Houghton told me: “We collectively as the police and with help from people like yourself shining a light on this can hopefully detract and deter people from going down that very violent path.”

 

I asked Houghton if the fact that the gangs were aware that police were closely monitoring them might be resulting in fewer homicides.

He replied: “I think that plays a part in it. They know that we are more overt with them now. There are more conversations happening on a daily basis. … To some degree or another there is always the public spotlight like media attention on gangs and gang violence, especially here in the Lower Mainland if not the rest of British Columbia.”

He added: “And they know on the police side we have impressive covert capabilities because they’ve come out in courts – so that acts as a deterrent as well. And I think that a residual effect of what happened four to six years ago with all the homicides and people in jail, for some the light bulb is going on and they realize that this life isn’t all that it’s cracked up to be. You like a fast burning candle – your flame might shine bright for a short period of time, but it’s going to go out either by your own doing or someone else’s doing or the police’s. You look at some of the high profile names that have become household names … where are they now? They are either dead, they’re in jail – they’re on the front page of the newspaper.”

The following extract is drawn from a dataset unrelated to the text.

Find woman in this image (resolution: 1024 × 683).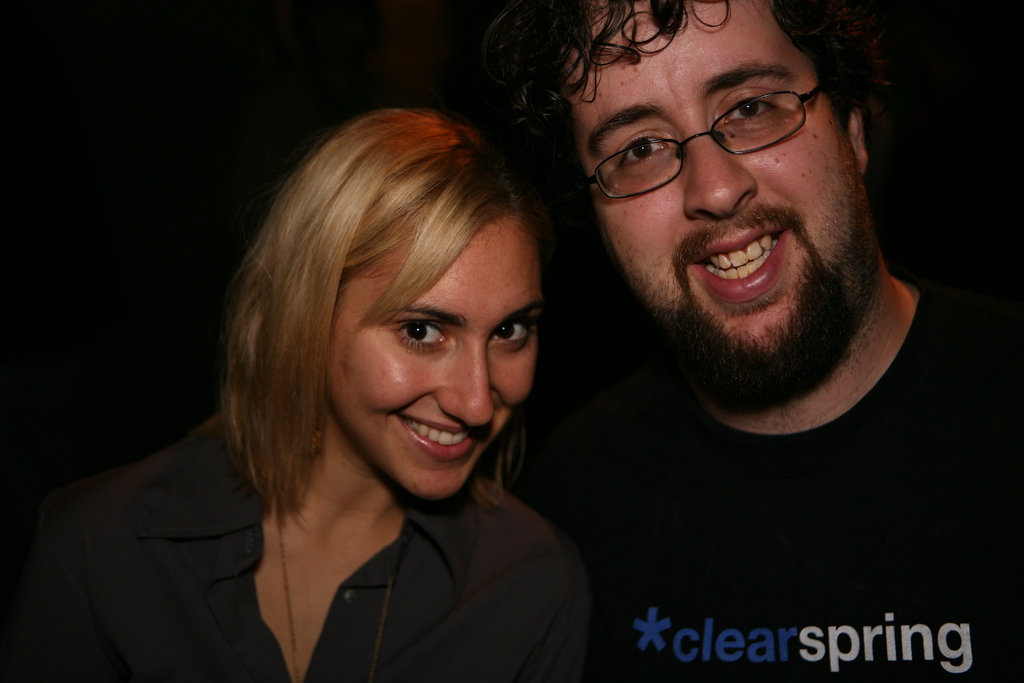
0:119:584:682.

Houghton also pointed out: “You look at the Surrey Six trial and the results of that – the convictions. You have people who are involved in that lifestyle turning on you and deciding to give evidence – some very high profile people and that will probably continue.”

(Innocent victims Chris Mohan, 22, and Edward J. Schellenberg, 55, of Abbotsford and four other victims who police say led criminal lifestyles – brothers Corey Lal, 21, and Michael Lal, 26, and Edward Narong, 22, and Ryan Bartolomeo, 19 – were executed in typical gang-style fashion at an apartment in the Balmoral Towers in Surrey in October 2007.)

 

TURNING to South Asian gang members, I asked Houghton about the situation in Vancouver’s South Slope that the VOICE has been covering in detail over the past year.

Houghton said: “That conflict still remains and those people involved in the conflict still remain in the community and, as we know, it has spilled over to other communities like Abbotsford for example.”

He added: “Abbotsford [Police] have been very vocal about some of the issues that they’ve had in their community and we continue to keep collectively, from the police side of things, working with our partners – whether it’s the VPD [Vancouver police Department] or Abbotsford or the RCMP detachments – we continue to keep our finger certainly on the pulse of what’s happening and ready to intervene if we need to or suppress or conduct enforcement aggressively if we have to do that – and I know Vancouver is prepared to do that as well. Vancouver has made many public appeals and issued warnings and given information about that conflict over the last couple of years – they certainly haven’t been shy about that, which is good.”

Houghton praised the South Asian community for taking action on the gang issue.

He said: “We’ve seen the work the police have done with the RCMP and the CSFEU with the South Asian community and the gurdwara leadership and the Sikh summit that we held two years ago and the work we’ve continued by partnering with Kwantlen Polytechnic University and some of the academic research and building resiliency in the gurdwaras and the youth programs.”

He pointed out: “That will pay dividends for years to come, especially with the youth as the South Asian leadership works very closely with the kids – and that’s where it needs to come from. It can’t necessarily be a police officer standing in the front of a classroom or in a temple or wherever because we get tuned out. It has to be their peers or positive mentors in their community and there’s been some phenomenal work done in the community and in the gurdwaras that really other communities could look to as a fine example.”